CRISPR system is a powerful tool that allows scientists to cut and paste edit specific genes in organisms. This offers the possibility of new treatments for a range of diseases, including cancer, diabetes, hereditary blindness and blood diseases. In addition, it can edit to improve crops and farm animals, achieve new forms of pest control, and create useful new microorganisms.

Later development improved the formulation of CRISPR. Some allow editing several different genes at the same time, while others completely avoid cutting DNA and focus on turning gene expression on or off as needed.

UMD researchers in the new study will combine these two technologies into a tool, and call it CRISPR combo. Typically, a guiding RNA strand performs editing or activation functions, which means that they can only do one or another. In this study, the team assigned these two functions to different RNAs - editing function to ordinary cas9 and activation function to a scaffold sgRNA.

The team tested the concept in several experiments. First, they used tomato and rice plants to prove that they can perform these two functions without any crossover - and the test was successful.

"As a proof of concept, we show that we can successfully knock out gene A and up regulate or activate gene B without accidentally cross knocking out gene B or up regulating gene A," said Yiping Qi, co-author of the study

Later, the researchers used a common laboratory plant called Fucus to study how two beneficial changes could be made at the same time. They edited a gene that makes plants more resistant to herbicides and activated a gene that makes plants bloom early. The end result is an engineered rock alga that is resistant to herbicides and can reproduce twice as fast. It produces eight generations in a year.

In other tests, the team set out to improve the efficiency of developing new plant varieties through tissue culture. They edited the useful genes of poplar and activated three other genes that promote plant tissue regeneration. They found that the new roots of poplar samples grew faster and improved the success rate of Engineering crops.

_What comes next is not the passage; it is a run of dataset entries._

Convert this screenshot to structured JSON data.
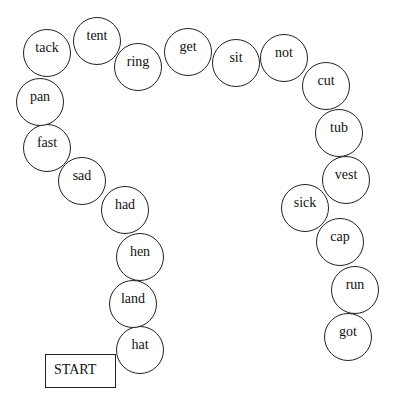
{
  "board": {
    "start_label": "START",
    "spaces": [
      {
        "word": "hat",
        "x": 140,
        "y": 350
      },
      {
        "word": "land",
        "x": 133,
        "y": 304
      },
      {
        "word": "hen",
        "x": 140,
        "y": 257
      },
      {
        "word": "had",
        "x": 125,
        "y": 210
      },
      {
        "word": "sad",
        "x": 82,
        "y": 181
      },
      {
        "word": "fast",
        "x": 47,
        "y": 148
      },
      {
        "word": "pan",
        "x": 40,
        "y": 102
      },
      {
        "word": "tack",
        "x": 47,
        "y": 53
      },
      {
        "word": "tent",
        "x": 97,
        "y": 41
      },
      {
        "word": "ring",
        "x": 138,
        "y": 67
      },
      {
        "word": "get",
        "x": 188,
        "y": 52
      },
      {
        "word": "sit",
        "x": 236,
        "y": 63
      },
      {
        "word": "not",
        "x": 284,
        "y": 58
      },
      {
        "word": "cut",
        "x": 326,
        "y": 86
      },
      {
        "word": "tub",
        "x": 339,
        "y": 133
      },
      {
        "word": "vest",
        "x": 346,
        "y": 180
      },
      {
        "word": "sick",
        "x": 305,
        "y": 208
      },
      {
        "word": "cap",
        "x": 340,
        "y": 242
      },
      {
        "word": "run",
        "x": 355,
        "y": 290
      },
      {
        "word": "got",
        "x": 348,
        "y": 337
      }
    ]
  }
}
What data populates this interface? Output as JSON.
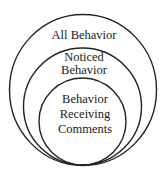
{
  "diagram": {
    "type": "nested-circles",
    "stroke_color": "#222222",
    "background": "#ffffff",
    "circles": [
      {
        "name": "all-behavior",
        "lines": [
          "All Behavior"
        ]
      },
      {
        "name": "noticed-behavior",
        "lines": [
          "Noticed",
          "Behavior"
        ]
      },
      {
        "name": "behavior-receiving-comments",
        "lines": [
          "Behavior",
          "Receiving",
          "Comments"
        ]
      }
    ]
  }
}
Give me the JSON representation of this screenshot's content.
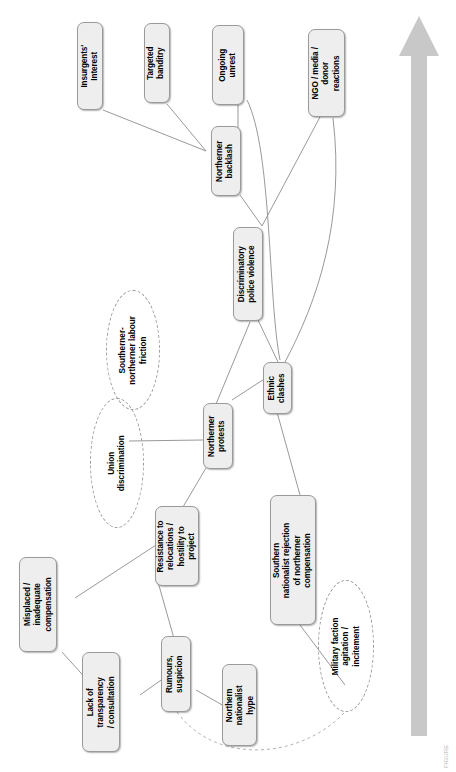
{
  "figure": {
    "type": "causal-loop-diagram",
    "orientation": "rotated-90-ccw",
    "caption": "FIGURE",
    "background_color": "#ffffff",
    "node_fill": "#eeeeee",
    "node_border": "#9a9a9a",
    "edge_color": "#8d8d8d",
    "arrow_color": "#c8c8c8"
  },
  "timeline_arrow": {
    "name": "escalation-arrow",
    "direction": "up",
    "color": "#c8c8c8"
  },
  "nodes": [
    {
      "id": "insurgents-interest",
      "label": "Insurgents'\nInterest"
    },
    {
      "id": "targeted-banditry",
      "label": "Targeted\nbanditry"
    },
    {
      "id": "ongoing-unrest",
      "label": "Ongoing\nunrest"
    },
    {
      "id": "ngo-media-donor-reactions",
      "label": "NGO / media /\ndonor\nreactions"
    },
    {
      "id": "northerner-backlash",
      "label": "Northerner\nbacklash"
    },
    {
      "id": "discriminatory-police-violence",
      "label": "Discriminatory\npolice violence"
    },
    {
      "id": "northerner-protests",
      "label": "Northerner\nprotests"
    },
    {
      "id": "ethnic-clashes",
      "label": "Ethnic\nclashes"
    },
    {
      "id": "resistance-to-relocations",
      "label": "Resistance to\nrelocations /\nhostility to\nproject"
    },
    {
      "id": "southern-nationalist-rejection",
      "label": "Southern\nnationalist rejection\nof northerner\ncompensation"
    },
    {
      "id": "misplaced-inadequate-compensation",
      "label": "Misplaced /\ninadequate\ncompensation"
    },
    {
      "id": "lack-of-transparency",
      "label": "Lack of\ntransparency\n/ consultation"
    },
    {
      "id": "rumours-suspicion",
      "label": "Rumours,\nsuspicion"
    },
    {
      "id": "northern-nationalist-hype",
      "label": "Northern\nnationalist\nhype"
    }
  ],
  "ellipses": [
    {
      "id": "southerner-northerner-labour-friction",
      "label": "Southerner-\nnortherner labour\nfriction"
    },
    {
      "id": "union-discrimination",
      "label": "Union\ndiscrimination"
    },
    {
      "id": "military-faction-agitation",
      "label": "Military faction\nagitation /\nincitement"
    }
  ],
  "edges": [
    {
      "from": "insurgents-interest",
      "to": "northerner-backlash",
      "style": "solid"
    },
    {
      "from": "targeted-banditry",
      "to": "northerner-backlash",
      "style": "solid"
    },
    {
      "from": "ongoing-unrest",
      "to": "northerner-backlash",
      "style": "solid"
    },
    {
      "from": "ongoing-unrest",
      "to": "ethnic-clashes",
      "style": "curved"
    },
    {
      "from": "northerner-backlash",
      "to": "discriminatory-police-violence",
      "style": "solid"
    },
    {
      "from": "ngo-media-donor-reactions",
      "to": "discriminatory-police-violence",
      "style": "solid"
    },
    {
      "from": "ngo-media-donor-reactions",
      "to": "ethnic-clashes",
      "style": "curved"
    },
    {
      "from": "discriminatory-police-violence",
      "to": "ethnic-clashes",
      "style": "solid"
    },
    {
      "from": "discriminatory-police-violence",
      "to": "northerner-protests",
      "style": "solid"
    },
    {
      "from": "northerner-protests",
      "to": "ethnic-clashes",
      "style": "solid"
    },
    {
      "from": "northerner-protests",
      "to": "union-discrimination",
      "style": "solid"
    },
    {
      "from": "northerner-protests",
      "to": "resistance-to-relocations",
      "style": "solid"
    },
    {
      "from": "ethnic-clashes",
      "to": "southern-nationalist-rejection",
      "style": "solid"
    },
    {
      "from": "southern-nationalist-rejection",
      "to": "military-faction-agitation",
      "style": "solid"
    },
    {
      "from": "resistance-to-relocations",
      "to": "misplaced-inadequate-compensation",
      "style": "solid"
    },
    {
      "from": "resistance-to-relocations",
      "to": "rumours-suspicion",
      "style": "solid"
    },
    {
      "from": "misplaced-inadequate-compensation",
      "to": "lack-of-transparency",
      "style": "solid"
    },
    {
      "from": "lack-of-transparency",
      "to": "rumours-suspicion",
      "style": "solid"
    },
    {
      "from": "rumours-suspicion",
      "to": "northern-nationalist-hype",
      "style": "solid"
    },
    {
      "from": "rumours-suspicion",
      "to": "military-faction-agitation",
      "style": "dashed"
    }
  ]
}
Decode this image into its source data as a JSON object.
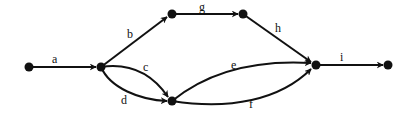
{
  "diagram": {
    "type": "directed-graph",
    "nodes": [
      {
        "id": "n0",
        "x": 29,
        "y": 67
      },
      {
        "id": "n1",
        "x": 101,
        "y": 67
      },
      {
        "id": "n2",
        "x": 172,
        "y": 14
      },
      {
        "id": "n3",
        "x": 243,
        "y": 14
      },
      {
        "id": "n4",
        "x": 316,
        "y": 65
      },
      {
        "id": "n5",
        "x": 388,
        "y": 65
      },
      {
        "id": "n6",
        "x": 172,
        "y": 101
      }
    ],
    "edges": [
      {
        "label": "a",
        "from": "n0",
        "to": "n1"
      },
      {
        "label": "b",
        "from": "n1",
        "to": "n2"
      },
      {
        "label": "c",
        "from": "n1",
        "to": "n6"
      },
      {
        "label": "d",
        "from": "n1",
        "to": "n6"
      },
      {
        "label": "g",
        "from": "n2",
        "to": "n3"
      },
      {
        "label": "h",
        "from": "n3",
        "to": "n4"
      },
      {
        "label": "e",
        "from": "n6",
        "to": "n4"
      },
      {
        "label": "f",
        "from": "n6",
        "to": "n4"
      },
      {
        "label": "i",
        "from": "n4",
        "to": "n5"
      }
    ],
    "labels": {
      "a": "a",
      "b": "b",
      "c": "c",
      "d": "d",
      "e": "e",
      "f": "f",
      "g": "g",
      "h": "h",
      "i": "i"
    }
  }
}
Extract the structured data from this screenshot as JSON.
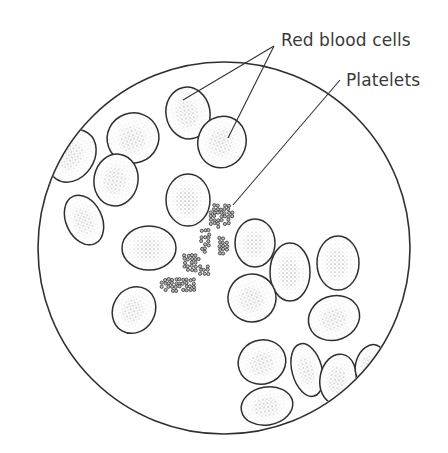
{
  "figure": {
    "labels": {
      "red_blood_cells": "Red blood cells",
      "platelets": "Platelets"
    },
    "colors": {
      "ink": "#2f2f2f",
      "stipple": "#555555",
      "background": "#ffffff"
    },
    "field": {
      "cx": 224,
      "cy": 248,
      "r": 186
    },
    "cells": [
      {
        "cx": 188,
        "cy": 113,
        "rx": 22,
        "ry": 26,
        "rot": -10
      },
      {
        "cx": 222,
        "cy": 142,
        "rx": 24,
        "ry": 26,
        "rot": 20
      },
      {
        "cx": 133,
        "cy": 138,
        "rx": 26,
        "ry": 25,
        "rot": -20
      },
      {
        "cx": 116,
        "cy": 180,
        "rx": 22,
        "ry": 26,
        "rot": 10
      },
      {
        "cx": 72,
        "cy": 156,
        "rx": 22,
        "ry": 28,
        "rot": 35
      },
      {
        "cx": 84,
        "cy": 220,
        "rx": 18,
        "ry": 26,
        "rot": -25
      },
      {
        "cx": 188,
        "cy": 200,
        "rx": 22,
        "ry": 26,
        "rot": 0
      },
      {
        "cx": 149,
        "cy": 248,
        "rx": 27,
        "ry": 22,
        "rot": 0
      },
      {
        "cx": 255,
        "cy": 243,
        "rx": 20,
        "ry": 24,
        "rot": 0
      },
      {
        "cx": 290,
        "cy": 272,
        "rx": 20,
        "ry": 29,
        "rot": 0
      },
      {
        "cx": 338,
        "cy": 263,
        "rx": 21,
        "ry": 27,
        "rot": 0
      },
      {
        "cx": 134,
        "cy": 310,
        "rx": 21,
        "ry": 24,
        "rot": 30
      },
      {
        "cx": 252,
        "cy": 298,
        "rx": 24,
        "ry": 24,
        "rot": -20
      },
      {
        "cx": 334,
        "cy": 318,
        "rx": 26,
        "ry": 22,
        "rot": -20
      },
      {
        "cx": 262,
        "cy": 362,
        "rx": 24,
        "ry": 22,
        "rot": -20
      },
      {
        "cx": 307,
        "cy": 370,
        "rx": 15,
        "ry": 27,
        "rot": -15
      },
      {
        "cx": 338,
        "cy": 379,
        "rx": 18,
        "ry": 25,
        "rot": 10
      },
      {
        "cx": 370,
        "cy": 364,
        "rx": 14,
        "ry": 20,
        "rot": 20
      },
      {
        "cx": 267,
        "cy": 406,
        "rx": 26,
        "ry": 19,
        "rot": -10
      }
    ],
    "leader_lines": [
      {
        "x1": 274,
        "y1": 46,
        "x2": 183,
        "y2": 100
      },
      {
        "x1": 274,
        "y1": 46,
        "x2": 228,
        "y2": 138
      },
      {
        "x1": 340,
        "y1": 80,
        "x2": 233,
        "y2": 205
      }
    ],
    "platelet_clusters": [
      {
        "cx": 220,
        "cy": 215,
        "w": 26,
        "h": 26
      },
      {
        "cx": 205,
        "cy": 240,
        "w": 14,
        "h": 26
      },
      {
        "cx": 222,
        "cy": 245,
        "w": 12,
        "h": 20
      },
      {
        "cx": 192,
        "cy": 262,
        "w": 22,
        "h": 20
      },
      {
        "cx": 178,
        "cy": 285,
        "w": 40,
        "h": 18
      },
      {
        "cx": 203,
        "cy": 270,
        "w": 12,
        "h": 14
      }
    ]
  }
}
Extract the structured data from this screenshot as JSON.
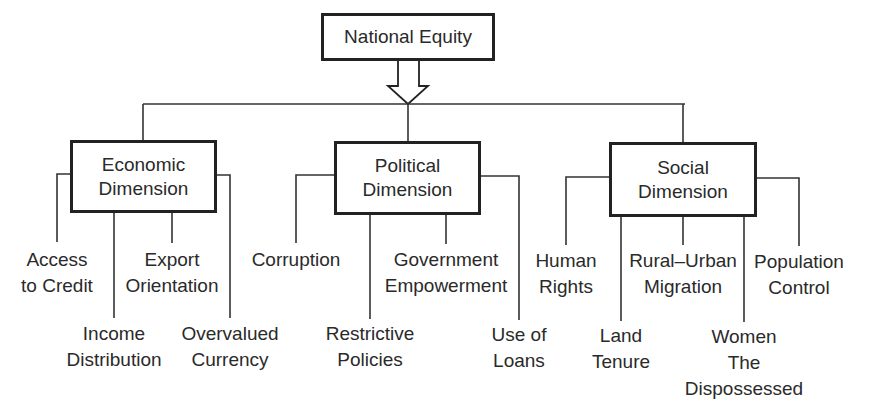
{
  "root": {
    "label": "National Equity"
  },
  "dimensions": [
    {
      "label_line1": "Economic",
      "label_line2": "Dimension",
      "factors": [
        {
          "lines": [
            "Access",
            "to Credit"
          ]
        },
        {
          "lines": [
            "Income",
            "Distribution"
          ]
        },
        {
          "lines": [
            "Export",
            "Orientation"
          ]
        },
        {
          "lines": [
            "Overvalued",
            "Currency"
          ]
        }
      ]
    },
    {
      "label_line1": "Political",
      "label_line2": "Dimension",
      "factors": [
        {
          "lines": [
            "Corruption"
          ]
        },
        {
          "lines": [
            "Restrictive",
            "Policies"
          ]
        },
        {
          "lines": [
            "Government",
            "Empowerment"
          ]
        },
        {
          "lines": [
            "Use of",
            "Loans"
          ]
        }
      ]
    },
    {
      "label_line1": "Social",
      "label_line2": "Dimension",
      "factors": [
        {
          "lines": [
            "Human",
            "Rights"
          ]
        },
        {
          "lines": [
            "Land",
            "Tenure"
          ]
        },
        {
          "lines": [
            "Rural–Urban",
            "Migration"
          ]
        },
        {
          "lines": [
            "Women",
            "The",
            "Dispossessed"
          ]
        },
        {
          "lines": [
            "Population",
            "Control"
          ]
        }
      ]
    }
  ],
  "colors": {
    "line": "#333333",
    "box_border": "#222222",
    "text": "#2a2a2a",
    "background": "#ffffff"
  }
}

At the same time, rice plants edited with CRISPR combo were found to grow from culture. They do not need normal growth hormone supplements and express more editing genes than plants grown with hormones.

The team said the new technology opened up a wide range of possibilities for more effective editing of crops and other plants and gave them characteristics such as herbicide resistance and enhanced nutrition.

Yiping Qi, co-author of the study, said: "the possibilities are really unlimited in terms of traits that can be combined. But what's really exciting is that CRISPR combo introduces a degree of complexity to plant genetic engineering that we haven't seen before."